REVIEW: In Really at Theatre Exile, a Fugue State without a Fugue

Jackie Sibblies Drury’s dreary play is a sprawling, 70-minute journey to nowhere.


Nancy Boykin, Jessica Johnson, and Matteo Scammell in Really at Theatre Exile. (Photo by Paola Nogueras)

15 minutes into Jackie Sibblies Drury’s opaque play Really—as seen in an even more obfuscatory production at Theatre Exile—I was reaching for a metaphor. Was it “rearranging the deck chairs on the Titanic”? No, that’s not quite right, because while it captures the sense of drifting pointlessness, the Titanic situation was truly dire. Really is merely dreary.

Three characters here are seen in a white (as in “blank space or canvas”) room. Mother (played by Nancy Boykin), is chatty and friendly, as she sits for a photographer, called Girlfriend (actress Jessica Johnson), who initially is largely silent, focused instead on setting up the shoot. Soon, Calvin (Matteo Scammell) wanders in. That there’s a relationship—and tensions—among the three is clear. Exactly what they are is not… nor will it be 70 very long minutes later, when the lights finally go down.

Still, within the loops of nebulous, open-ended conversation, a few topics are manifest. One is the nature of art (Drury is nothing if not ambitious). Another is a recurring litany of general global awfulness, now and throughout history, including wars and mass incarcerations. Against these big but vague themes, there’s also a sort of banal melodrama, involving a fretting mother, a son who wants to please her, and the younger woman who is perceived by the mother as an interloper.

Along the way, Drury gets in some memorably poetic language, and in the last three minutes there’s a glimmer of what Really could be, in terms of insight into the inner turmoil of an artist, questioning whether she has what it takes.

But for the most part, the plot elements remain disconnected and inert. If director Brenna Geffers understands Really, you wouldn’t know it. In fact, she seems determined to avoid clarity at all costs, instead helming a production that descends further into abstraction. This involves long, empty pauses; stylized movement; emotionally freighted line readings that seem appliqued at random; and several other unwelcome tricks.  Some very obvious questions—such as what the camera reveals to both subject and photographer—remain not only unanswered, but more or less unasked.

Under the circumstances, I admire Boykin’s attempts to find a dramatic context in her long near-monologues, though a key comment along the way—about how at a certain point in life, a woman “transforms herself into a pharmacy”—suggests a level of pain and desperation that doesn’t come through. Johnson and Scammell, both likeable actors, make little impression here.

Really feels like a pretentious, sprawling journey to nowhere—a fugue state without a fugue.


## INSTRUCTIONS FOR THE TASK
Determine how many lines in the entries below contain "group", and output only that number.
= Beginning of Section =
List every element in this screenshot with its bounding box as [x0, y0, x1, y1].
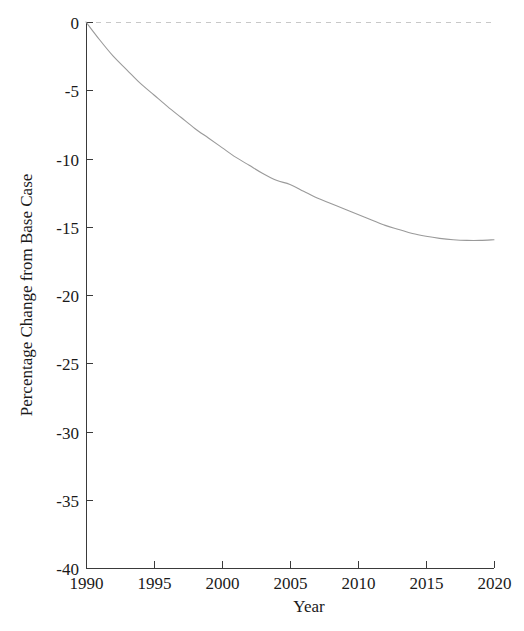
- x-axis-tick-labels: 1990199520002005201020152020: [70, 574, 512, 593]
- y-tick-label: -25: [56, 355, 79, 374]
- y-tick-label: -5: [65, 82, 79, 101]
- x-tick-label: 2015: [410, 574, 444, 593]
- y-tick-label: -10: [56, 151, 79, 170]
- x-tick-label: 2000: [206, 574, 240, 593]
- x-axis-title: Year: [293, 597, 325, 616]
- x-tick-label: 2010: [342, 574, 376, 593]
- x-tick-label: 2005: [274, 574, 308, 593]
- y-tick-label: 0: [71, 14, 80, 33]
- x-tick-label: 1995: [138, 574, 172, 593]
- x-tick-label: 2020: [478, 574, 512, 593]
- plot-area-background: [86, 22, 494, 568]
- x-tick-label: 1990: [70, 574, 104, 593]
- y-axis-tick-labels: 0-5-10-15-20-25-30-35-40: [56, 14, 79, 579]
- y-tick-label: -35: [56, 492, 79, 511]
- y-tick-label: -20: [56, 287, 79, 306]
- y-axis-title: Percentage Change from Base Case: [17, 174, 36, 417]
- y-tick-label: -30: [56, 424, 79, 443]
- line-chart-canvas: 0-5-10-15-20-25-30-35-40 199019952000200…: [0, 0, 524, 631]
- y-tick-label: -15: [56, 219, 79, 238]
- chart-figure: 0-5-10-15-20-25-30-35-40 199019952000200…: [0, 0, 524, 631]
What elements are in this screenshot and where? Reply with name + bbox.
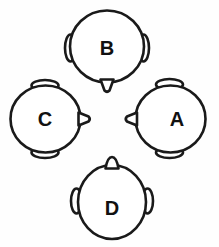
head-label-a: A xyxy=(170,108,184,130)
head-label-c: C xyxy=(38,108,52,130)
head-group-c[interactable]: C xyxy=(11,80,90,158)
nose-right-icon xyxy=(79,113,90,126)
head-group-d[interactable]: D xyxy=(71,157,153,239)
head-orientation-diagram: B C A D xyxy=(0,0,219,247)
head-label-b: B xyxy=(100,37,114,59)
nose-up-icon xyxy=(106,157,119,169)
head-label-d: D xyxy=(105,197,119,219)
head-group-b[interactable]: B xyxy=(65,11,149,92)
heads-svg-canvas: B C A D xyxy=(0,0,219,247)
nose-left-icon xyxy=(126,113,137,126)
nose-down-icon xyxy=(101,80,114,92)
head-group-a[interactable]: A xyxy=(126,79,206,158)
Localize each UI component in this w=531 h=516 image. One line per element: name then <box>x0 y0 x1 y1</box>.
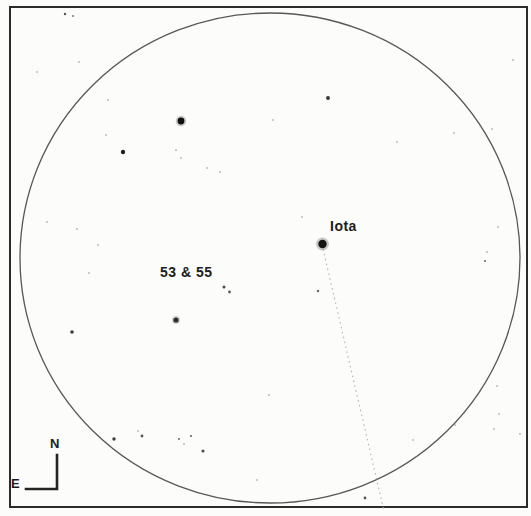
finder-chart: Iota 53 & 55 N E <box>0 0 531 516</box>
iota-star-label: Iota <box>330 219 357 233</box>
sky-plot <box>0 0 531 516</box>
compass-north-label: N <box>50 437 59 450</box>
pair-53-55-label: 53 & 55 <box>160 265 213 279</box>
compass-east-label: E <box>11 477 20 490</box>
= End of Section =
## TASK ANSWER
4